Photo by Joan Marcus |
Matthew Rhys as Jimmy rages across the stage, sounding off his working class frustrations on his temperate upper-crust wife Alison, who does not fight back, who plays games to make him forget his anger. The relationship is volatile and can hardly be sustained and when Alison’s friend Helena comes to visit, Alison quickly finds a way out. This crucial point is never fully realized for me. Alison just goes along and leaves but the moment when she makes up her mind is never properly shaped. It felt like Helena took away that choice from her.

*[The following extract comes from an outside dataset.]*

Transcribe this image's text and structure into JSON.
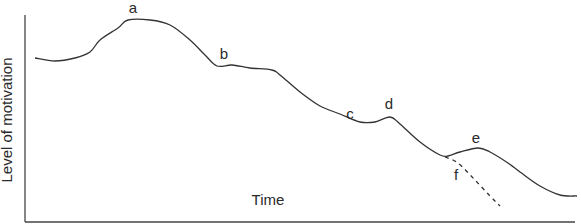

Gold made a choice to pull some passages from Jimmy’s speeches regarding the socio-economics of the time (post-war London). I think he wanted to create the love relationship as the central figure. Without those themes it does lack some of the reasoning behind Jimmy’s caustic speeches. Matthew Rhys as Jimmy was scathing and I couldn’t look away as he pushed and pulled every other character within his sphere. Jimmy was unfulfilled at the dead-end-ness of his life and there was nothing to shake him out of his anger. And as much as he loved Alison, he raged against her most of all because he knew down to his bones that he would lose her eventually. No one could love another with so much cruelty and not expect a departure. I loved his performance. I read the NY Times review about how he didn’t go far enough and I have to disagree. To make it bigger would have hardly given the audience a chance to sympathize with Jimmy when Alison finally leaves..
When Alison returns and Jimmy and Alison have their moment together, it crushed the air out of my lungs from the raw impact of that scene between them. Sarah Goldberg was genius in that scene with Rhys, as she played a nuanced, vulnerable performance.
It’s a tough play but at the end of it…I was reminded why I love theater so much.